By
Aaron Nicodemus2024-08-26T14:37:00
The Department of Justice (DOJ) joined a whistleblower lawsuit filed by two former Georgia Tech compliance officers who alleged that the institute violated the False Claims Act by knowingly failing to meet cybersecurity requirements in a Department of Defense contract.
The DOJ’s complaint, filed Thursday in U.S. District Court for the Northern District of Georgia, alleged that Georgia Institute of Technology (Georgia Tech) and Georgia Tech Research Corp. (GTRC) failed to fully implement cybersecurity controls required by DoD regulations for its contracts.
The DOJ joined a whistleblower complaint filed by two senior members of Georgia Tech’s cybersecurity compliance team, Christopher Craig and Kyle Koza, under the qui tam provisions of the False Claims Act, the DOJ said in a press release.
2025-03-28T14:22:00Z By Thomas Graham, CW guest columnist
Many small organizations within the Defense Industrial Base are struggling to meet the rigorous requirements validated through the Cybersecurity Maturity Model Certification, writes Thomas Graham, CISO at Redspin. If you haven’t been tracking it closely, CMMC was finalized in October, with an effective date of December 16, 2024.
2025-03-27T12:49:00Z By Aaron Nicodemus
Yet another government contractor has been slapped with a fine by the Department of Justice for applying lax cybersecurity defenses on sensitive government data.
2024-10-16T15:34:00Z By Aaron Nicodemus
It was a double whammy of cybersecurity no-nos for a federal contractor hit with a data breach: The personal data of Medicare beneficiaries contained in unencrypted screenshots were allegedly compromised when their third-party vendor’s server was hacked.
2025-10-31T18:52:00Z By Oscar Gonzalez
Meta says it is no longer under investigation by the U.S. Consumer Financial Protection Bureau (CFPB), the latest instance of the agency scaling back enforcement under President Donald Trump.
2025-10-30T19:59:00Z By Oscar Gonzalez
Texas Attorney General Ken Paxton sued two pharmaceutical companies for ”deceptively marketing Tylenol to pregnant mothers” despite risks linked to autism. The filing came two days before HHS Secretary Robert F. Kennedy Jr. appeared to walk back the claims.
2025-10-29T20:04:00Z By Oscar Gonzalez
The Consumer Financial Protection Bureau shut down a registry of non-bank financial firms that broke consumer laws. The agency cites the costs being ”not justified by the speculative and unquantified benefits to consumers.”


• _Requirement_:
All lines holding the string "left" should be copied from the data below.

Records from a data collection
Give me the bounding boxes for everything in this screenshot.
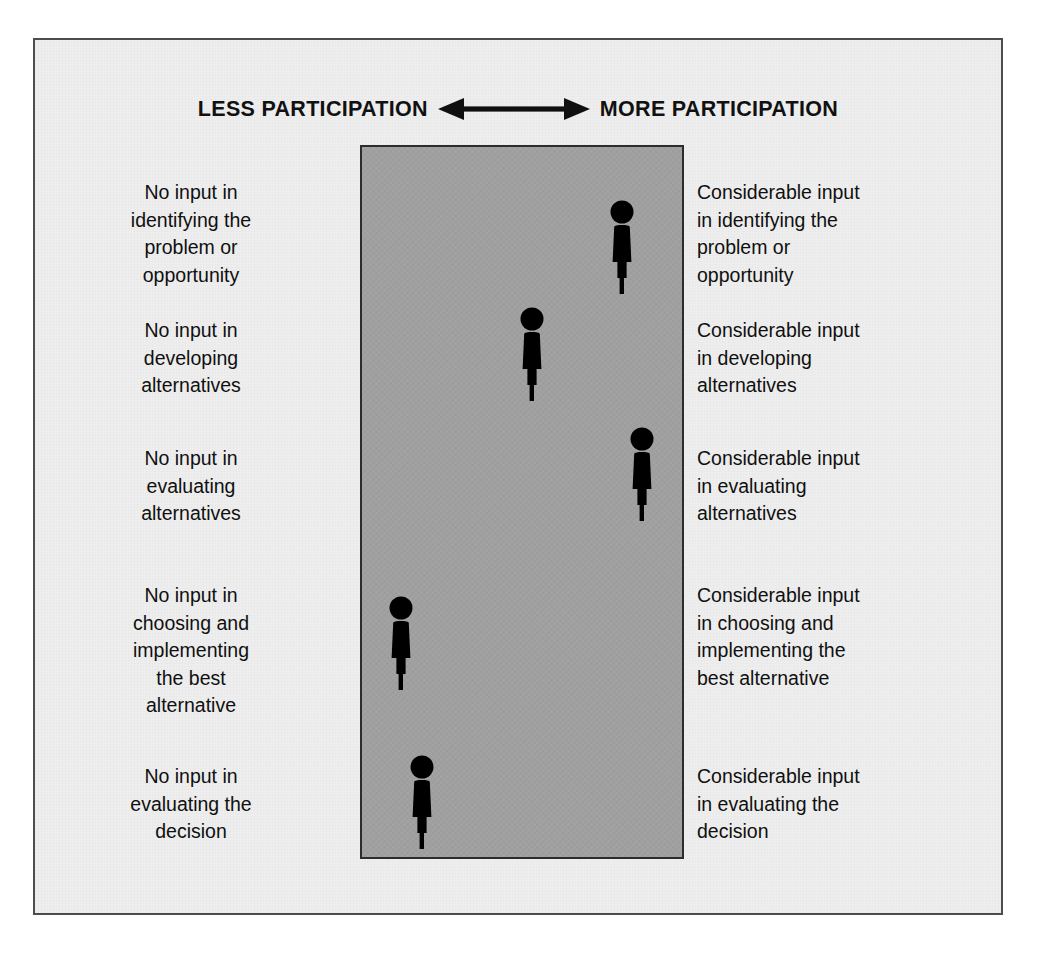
stage-row: No input in identifying the problem or o… [35, 179, 1001, 319]
stage-row: No input in evaluating alternatives Cons… [35, 445, 1001, 565]
person-figure-icon [512, 307, 552, 403]
stage-left-label-identifying-problem: No input in identifying the problem or o… [35, 179, 355, 289]
stage-row: No input in choosing and implementing th… [35, 582, 1001, 737]
less-participation-label: LESS PARTICIPATION [198, 97, 428, 122]
person-figure-icon [622, 427, 662, 523]
person-figure-choosing-implementing [381, 596, 421, 692]
stage-left-label-choosing-implementing: No input in choosing and implementing th… [35, 582, 355, 720]
stage-right-label-identifying-problem: Considerable input in identifying the pr… [697, 179, 997, 289]
person-figure-evaluating-alternatives [622, 427, 662, 523]
person-figure-icon [381, 596, 421, 692]
stage-row: No input in developing alternatives Cons… [35, 317, 1001, 437]
person-figure-identifying-problem [602, 200, 642, 296]
stage-row: No input in evaluating the decision Cons… [35, 763, 1001, 883]
stage-right-label-developing-alternatives: Considerable input in developing alterna… [697, 317, 997, 400]
double-headed-arrow-icon [438, 97, 590, 121]
stage-left-label-evaluating-alternatives: No input in evaluating alternatives [35, 445, 355, 528]
person-figure-icon [402, 755, 442, 851]
stage-right-label-choosing-implementing: Considerable input in choosing and imple… [697, 582, 997, 692]
stage-right-label-evaluating-decision: Considerable input in evaluating the dec… [697, 763, 997, 846]
person-figure-icon [602, 200, 642, 296]
stage-left-label-evaluating-decision: No input in evaluating the decision [35, 763, 355, 846]
diagram-body: No input in identifying the problem or o… [35, 145, 1001, 885]
person-figure-evaluating-decision [402, 755, 442, 851]
stage-left-label-developing-alternatives: No input in developing alternatives [35, 317, 355, 400]
participation-scale-header: LESS PARTICIPATION MORE PARTICIPATION [35, 92, 1001, 126]
figure-frame: LESS PARTICIPATION MORE PARTICIPATION No… [33, 38, 1003, 915]
stage-right-label-evaluating-alternatives: Considerable input in evaluating alterna… [697, 445, 997, 528]
more-participation-label: MORE PARTICIPATION [600, 97, 838, 122]
person-figure-developing-alternatives [512, 307, 552, 403]
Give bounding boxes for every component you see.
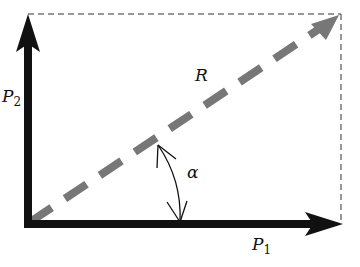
force-diagram: P2 P1 R α xyxy=(0,0,360,267)
label-p2: P2 xyxy=(2,88,21,108)
resultant-vector-r xyxy=(30,15,339,222)
label-r: R xyxy=(195,67,208,84)
vector-p1 xyxy=(24,212,343,236)
diagram-graphics xyxy=(0,0,360,267)
label-p1: P1 xyxy=(252,236,271,256)
vector-p2 xyxy=(16,14,40,228)
label-alpha: α xyxy=(187,164,198,181)
angle-alpha-arc xyxy=(157,145,187,222)
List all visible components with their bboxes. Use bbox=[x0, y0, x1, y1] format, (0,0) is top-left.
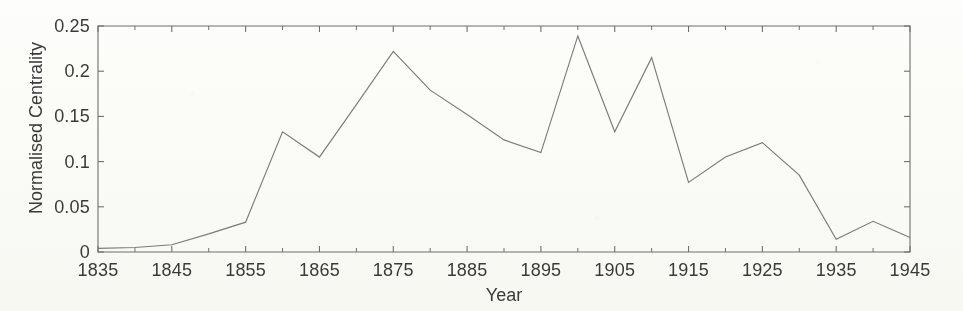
x-axis-tick-label: 1885 bbox=[447, 260, 488, 281]
x-axis-tick-label: 1835 bbox=[78, 260, 119, 281]
y-axis-tick-label: 0 bbox=[0, 242, 90, 263]
y-axis-tick-label: 0.25 bbox=[0, 16, 90, 37]
data-series-normalised-centrality bbox=[98, 36, 910, 248]
x-axis-tick-label: 1945 bbox=[890, 260, 931, 281]
x-axis-tick-label: 1915 bbox=[668, 260, 709, 281]
x-axis-tick-label: 1935 bbox=[816, 260, 857, 281]
x-axis-title: Year bbox=[486, 285, 522, 306]
axis-ticks-group bbox=[98, 26, 910, 252]
x-axis-tick-label: 1875 bbox=[373, 260, 414, 281]
x-axis-tick-label: 1895 bbox=[520, 260, 561, 281]
y-axis-title: Normalised Centrality bbox=[26, 42, 47, 214]
x-axis-tick-label: 1905 bbox=[594, 260, 635, 281]
x-axis-tick-label: 1865 bbox=[299, 260, 340, 281]
x-axis-tick-label: 1845 bbox=[151, 260, 192, 281]
axis-frame bbox=[98, 26, 910, 252]
chart-figure: 00.050.10.150.20.25 18351845185518651875… bbox=[0, 0, 963, 311]
x-axis-tick-label: 1855 bbox=[225, 260, 266, 281]
x-axis-tick-label: 1925 bbox=[742, 260, 783, 281]
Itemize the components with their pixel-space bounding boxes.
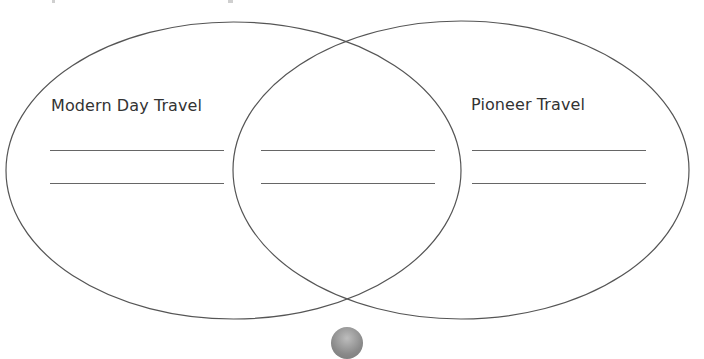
pioneer-answer-line-1[interactable] xyxy=(472,150,646,151)
pioneer-travel-label: Pioneer Travel xyxy=(471,95,585,114)
pioneer-answer-line-2[interactable] xyxy=(472,183,646,184)
page-badge xyxy=(331,327,363,359)
modern-day-answer-line-1[interactable] xyxy=(50,150,224,151)
cropped-text-fragment xyxy=(52,0,55,3)
overlap-answer-line-2[interactable] xyxy=(261,183,435,184)
cropped-text-fragment xyxy=(228,0,233,3)
modern-day-answer-line-2[interactable] xyxy=(50,183,224,184)
overlap-answer-line-1[interactable] xyxy=(261,150,435,151)
modern-day-travel-label: Modern Day Travel xyxy=(51,96,202,115)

• _Response box_:
stage-left-label-identifying-problem: No input in identifying the problem or o… [35, 179, 355, 289]
stage-left-label-choosing-implementing: No input in choosing and implementing th… [35, 582, 355, 720]
stage-left-label-evaluating-alternatives: No input in evaluating alternatives [35, 445, 355, 528]
stage-left-label-evaluating-decision: No input in evaluating the decision [35, 763, 355, 846]
stage-left-label-developing-alternatives: No input in developing alternatives [35, 317, 355, 400]
List all visible components with their bboxes. Use bbox=[x0, y0, x1, y1] format, (0,0) is top-left.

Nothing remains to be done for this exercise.